A hand sewn pillowcase made of fabric from the garments of past lovers; slept on every night until I came to the conclusion that the piece was pointless – I had no intent or interest in reuniting.
Documentation of garments taken after they were cropped to my proportions (claimed as my own).

A portion of a large black inflatable seems to be trying to escape a space into an adjacent stairwell. The performance of this piece was marred by mishandling by the host institution.

Untitled (Nicole Leung is too American to be Chinese and too Chinese to be American)
Performance
Dimensions variable

The piece turned into a heartbreaking (in retrospect, beautiful) irony, considering the institution’s intent and mission to uplift the Chinese American experience. The fan mechanism for the inflatable was broken by the mishandling of the work by the institution, the entire piece was dismantled without my prior consent, and the show was promptly closed without my knowledge after the fact (even with my specific instructions that this setback did not disrupt the intent of the piece).

A series of magic 8-balls are placed along an institutional hallway. Each ball is set to display the text "It is certain"

Untitled
Magic 8-balls
Each Magic 8-ball is 3.9” x 5.06” x 4”

Five magic 8-balls placed throughout the hallways and exhibition space, each turned upward to display the phrase, ‘It is certain.”

Cicada shells are placed face down leaning up against a door frame

I Also Know the Way the Old Life Haunts the New
Cicada shells
Dimensions variable; each individual cicada shell is 1” long

Title of piece references the final line of Mary Oliver’s poem, “Benjamin, Who Came From Who Knows Where.”

Two magnets with like poles facing one another, held down with tape on a door sill. Title references the book "Cruel Optimism," by Lauren Berlant. The more we desire something, the further away it gets.

Cruel Optimism
Two magnets; tape
Dimensions variable, but magnets must be taped down close enough together to repel one another

Two magnets with like poles facing one another, held down with tape. Title references the book “Cruel Optimism,” by Lauren Berlant. The more we desire something, the further away it gets.

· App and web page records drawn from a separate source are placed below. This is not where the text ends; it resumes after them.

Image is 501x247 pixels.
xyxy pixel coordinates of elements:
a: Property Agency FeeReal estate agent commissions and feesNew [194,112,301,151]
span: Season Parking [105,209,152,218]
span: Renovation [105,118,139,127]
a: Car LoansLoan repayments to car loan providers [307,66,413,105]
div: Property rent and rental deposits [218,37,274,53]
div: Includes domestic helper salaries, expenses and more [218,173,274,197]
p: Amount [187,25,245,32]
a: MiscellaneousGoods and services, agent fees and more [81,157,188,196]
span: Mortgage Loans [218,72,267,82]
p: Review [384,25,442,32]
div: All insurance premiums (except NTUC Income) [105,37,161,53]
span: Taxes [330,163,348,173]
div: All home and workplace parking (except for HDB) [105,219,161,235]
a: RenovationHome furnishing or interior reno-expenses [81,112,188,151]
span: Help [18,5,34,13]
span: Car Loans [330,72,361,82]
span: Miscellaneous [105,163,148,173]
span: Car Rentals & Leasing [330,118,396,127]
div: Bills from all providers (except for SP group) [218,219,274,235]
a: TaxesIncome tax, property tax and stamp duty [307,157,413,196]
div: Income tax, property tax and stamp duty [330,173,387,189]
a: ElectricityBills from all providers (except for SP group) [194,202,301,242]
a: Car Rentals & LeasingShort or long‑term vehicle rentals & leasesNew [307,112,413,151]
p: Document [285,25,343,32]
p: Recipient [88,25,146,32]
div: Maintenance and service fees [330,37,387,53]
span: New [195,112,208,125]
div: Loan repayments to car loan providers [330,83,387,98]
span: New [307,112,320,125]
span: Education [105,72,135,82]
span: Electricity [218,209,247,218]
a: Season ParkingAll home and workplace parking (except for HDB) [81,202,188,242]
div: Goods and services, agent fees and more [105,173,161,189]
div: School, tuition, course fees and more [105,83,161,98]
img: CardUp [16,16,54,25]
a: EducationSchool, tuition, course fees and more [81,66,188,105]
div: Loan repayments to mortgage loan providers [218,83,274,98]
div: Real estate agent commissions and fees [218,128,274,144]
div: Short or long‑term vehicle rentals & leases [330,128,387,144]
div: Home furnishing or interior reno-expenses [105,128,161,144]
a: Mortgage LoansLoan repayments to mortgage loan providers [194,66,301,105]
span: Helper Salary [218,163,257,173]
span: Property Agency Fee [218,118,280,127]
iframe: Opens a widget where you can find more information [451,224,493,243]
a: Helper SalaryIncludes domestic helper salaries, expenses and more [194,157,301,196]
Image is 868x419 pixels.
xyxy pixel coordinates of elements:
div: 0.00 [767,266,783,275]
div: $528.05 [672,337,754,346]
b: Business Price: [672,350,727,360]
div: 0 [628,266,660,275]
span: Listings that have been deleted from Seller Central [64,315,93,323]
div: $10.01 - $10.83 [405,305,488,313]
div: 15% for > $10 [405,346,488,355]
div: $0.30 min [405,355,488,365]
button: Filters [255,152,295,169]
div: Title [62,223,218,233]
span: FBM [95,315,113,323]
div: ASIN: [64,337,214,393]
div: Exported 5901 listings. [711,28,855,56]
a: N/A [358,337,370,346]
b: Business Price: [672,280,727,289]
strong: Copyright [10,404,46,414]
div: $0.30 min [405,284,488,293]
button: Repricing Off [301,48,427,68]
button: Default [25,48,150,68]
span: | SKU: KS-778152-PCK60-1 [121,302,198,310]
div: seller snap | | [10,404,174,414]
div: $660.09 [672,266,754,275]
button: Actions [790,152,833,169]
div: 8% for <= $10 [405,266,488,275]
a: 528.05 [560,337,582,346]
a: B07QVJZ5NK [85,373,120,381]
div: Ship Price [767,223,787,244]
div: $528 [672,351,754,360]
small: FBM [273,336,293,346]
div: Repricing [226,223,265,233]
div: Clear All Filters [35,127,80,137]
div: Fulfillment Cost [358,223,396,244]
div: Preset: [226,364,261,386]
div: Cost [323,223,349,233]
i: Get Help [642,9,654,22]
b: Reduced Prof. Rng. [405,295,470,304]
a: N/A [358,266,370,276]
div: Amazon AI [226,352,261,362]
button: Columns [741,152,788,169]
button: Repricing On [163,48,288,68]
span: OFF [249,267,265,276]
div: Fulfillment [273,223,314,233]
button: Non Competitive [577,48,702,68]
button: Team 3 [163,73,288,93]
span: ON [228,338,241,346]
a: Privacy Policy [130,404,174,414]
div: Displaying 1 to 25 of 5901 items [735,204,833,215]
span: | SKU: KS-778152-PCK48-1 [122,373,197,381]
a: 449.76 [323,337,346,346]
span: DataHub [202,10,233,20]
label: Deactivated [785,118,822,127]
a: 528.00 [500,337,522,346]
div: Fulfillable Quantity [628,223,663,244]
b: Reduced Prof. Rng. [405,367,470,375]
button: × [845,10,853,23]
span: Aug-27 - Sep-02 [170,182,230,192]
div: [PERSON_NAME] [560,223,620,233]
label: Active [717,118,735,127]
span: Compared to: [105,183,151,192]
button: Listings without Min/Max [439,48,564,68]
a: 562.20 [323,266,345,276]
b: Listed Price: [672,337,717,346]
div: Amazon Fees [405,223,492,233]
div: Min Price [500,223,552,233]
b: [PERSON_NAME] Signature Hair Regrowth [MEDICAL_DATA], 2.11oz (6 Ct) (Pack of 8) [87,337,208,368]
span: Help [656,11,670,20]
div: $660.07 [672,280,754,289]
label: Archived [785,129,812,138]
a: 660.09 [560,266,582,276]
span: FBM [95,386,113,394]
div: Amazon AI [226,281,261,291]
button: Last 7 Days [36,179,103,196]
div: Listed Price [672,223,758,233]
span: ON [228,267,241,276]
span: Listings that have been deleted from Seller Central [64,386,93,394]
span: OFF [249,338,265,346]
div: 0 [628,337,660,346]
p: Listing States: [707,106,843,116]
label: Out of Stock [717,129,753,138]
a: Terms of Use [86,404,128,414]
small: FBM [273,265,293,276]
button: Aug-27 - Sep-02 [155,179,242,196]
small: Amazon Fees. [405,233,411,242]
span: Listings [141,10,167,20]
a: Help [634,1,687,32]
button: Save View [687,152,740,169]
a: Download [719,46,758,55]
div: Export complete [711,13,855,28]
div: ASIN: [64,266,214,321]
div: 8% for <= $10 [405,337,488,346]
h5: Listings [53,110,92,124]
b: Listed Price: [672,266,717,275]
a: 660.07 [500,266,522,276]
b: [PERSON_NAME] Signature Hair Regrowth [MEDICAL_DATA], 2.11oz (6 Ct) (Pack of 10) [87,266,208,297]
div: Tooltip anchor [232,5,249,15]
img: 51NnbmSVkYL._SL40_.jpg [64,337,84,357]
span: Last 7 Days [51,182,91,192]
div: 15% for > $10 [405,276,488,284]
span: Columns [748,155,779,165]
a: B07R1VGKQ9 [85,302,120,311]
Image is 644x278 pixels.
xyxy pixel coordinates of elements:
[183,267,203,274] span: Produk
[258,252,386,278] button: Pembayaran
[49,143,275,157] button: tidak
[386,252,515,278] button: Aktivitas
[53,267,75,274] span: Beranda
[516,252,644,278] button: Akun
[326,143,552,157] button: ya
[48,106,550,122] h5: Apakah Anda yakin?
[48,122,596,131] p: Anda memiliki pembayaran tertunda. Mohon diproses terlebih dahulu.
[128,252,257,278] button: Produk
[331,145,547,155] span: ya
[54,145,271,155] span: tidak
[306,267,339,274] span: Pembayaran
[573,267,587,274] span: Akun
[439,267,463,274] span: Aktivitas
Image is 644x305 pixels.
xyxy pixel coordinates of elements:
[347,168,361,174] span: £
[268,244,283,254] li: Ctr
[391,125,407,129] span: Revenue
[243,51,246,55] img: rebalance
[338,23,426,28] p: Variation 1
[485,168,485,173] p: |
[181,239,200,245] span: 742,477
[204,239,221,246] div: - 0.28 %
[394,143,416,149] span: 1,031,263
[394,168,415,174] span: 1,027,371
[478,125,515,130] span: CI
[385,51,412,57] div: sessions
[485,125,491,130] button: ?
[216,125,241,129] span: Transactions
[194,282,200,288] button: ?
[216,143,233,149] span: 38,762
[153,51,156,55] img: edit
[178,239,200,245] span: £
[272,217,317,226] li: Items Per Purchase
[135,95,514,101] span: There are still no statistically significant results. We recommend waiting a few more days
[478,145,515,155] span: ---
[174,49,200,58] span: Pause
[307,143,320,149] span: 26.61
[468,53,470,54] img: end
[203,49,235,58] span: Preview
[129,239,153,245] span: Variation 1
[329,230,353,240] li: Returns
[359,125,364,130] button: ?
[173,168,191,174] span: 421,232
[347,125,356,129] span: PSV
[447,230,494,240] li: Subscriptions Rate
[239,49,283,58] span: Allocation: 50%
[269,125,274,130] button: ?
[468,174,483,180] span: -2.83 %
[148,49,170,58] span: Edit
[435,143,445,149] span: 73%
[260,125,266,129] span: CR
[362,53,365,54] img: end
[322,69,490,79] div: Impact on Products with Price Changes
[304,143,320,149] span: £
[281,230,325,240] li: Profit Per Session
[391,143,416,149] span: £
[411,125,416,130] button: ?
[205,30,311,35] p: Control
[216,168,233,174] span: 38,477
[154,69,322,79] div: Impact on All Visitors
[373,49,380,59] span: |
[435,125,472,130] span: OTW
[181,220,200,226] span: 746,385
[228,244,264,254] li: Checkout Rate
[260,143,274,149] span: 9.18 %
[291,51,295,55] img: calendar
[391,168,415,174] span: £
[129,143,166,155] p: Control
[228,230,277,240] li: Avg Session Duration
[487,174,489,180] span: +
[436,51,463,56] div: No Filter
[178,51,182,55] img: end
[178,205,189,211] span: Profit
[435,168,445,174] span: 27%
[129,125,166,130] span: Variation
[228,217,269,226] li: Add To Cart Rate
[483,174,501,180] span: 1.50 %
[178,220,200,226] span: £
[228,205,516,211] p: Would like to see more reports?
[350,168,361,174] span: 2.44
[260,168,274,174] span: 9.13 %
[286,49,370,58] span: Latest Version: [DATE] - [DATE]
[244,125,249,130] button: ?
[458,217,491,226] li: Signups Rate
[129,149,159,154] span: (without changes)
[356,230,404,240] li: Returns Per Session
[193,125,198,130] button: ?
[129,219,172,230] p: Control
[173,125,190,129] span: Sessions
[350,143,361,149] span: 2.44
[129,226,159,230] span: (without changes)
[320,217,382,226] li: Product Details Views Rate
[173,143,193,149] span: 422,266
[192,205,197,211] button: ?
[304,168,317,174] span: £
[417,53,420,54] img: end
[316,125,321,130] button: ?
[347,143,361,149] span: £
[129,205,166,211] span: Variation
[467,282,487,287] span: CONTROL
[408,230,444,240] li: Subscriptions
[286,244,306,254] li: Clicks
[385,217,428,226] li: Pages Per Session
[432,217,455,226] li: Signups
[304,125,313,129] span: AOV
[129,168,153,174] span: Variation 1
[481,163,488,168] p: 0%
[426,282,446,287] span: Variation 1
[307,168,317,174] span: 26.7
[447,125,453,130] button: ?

A key inserted into a brass and stainless lock sits on a classroom windowsill.

This Could Build Us a Home
Lock inserted into key
About 1.5” long

A glass plate covered in scratches the artist used to pull relief monoprints from

Untitled
Vitreographs
Each print is 11” x 15”; glass plate is 9” x 12”

A series of relief prints made at Ox-Bow School of Art, July 2023.

The glass plate was dragged across the ground’s surface; ink was applied to the plate’s surface and wiped away with a rag. Prints were made in succession, with the state of the plate after the previous print informing the nature of the next.

A heavily abraded relief monoprint pulled from a scratched glass plate.
A very dark relief monoprint pulled from a scratched glass plate. Small tears exposing the paper beneath are in the lower left corner.
A roughly midtone relief monoprint pulled from a scratched glass plate. There is a sizable nearly white amorphous shape near the middle left margin.
A nearly black relief monoprint pulled from a scratched glass plate. A remnant of the tear occlusion from the previous impression is on the left while a nearly white circle is on the middle right margin.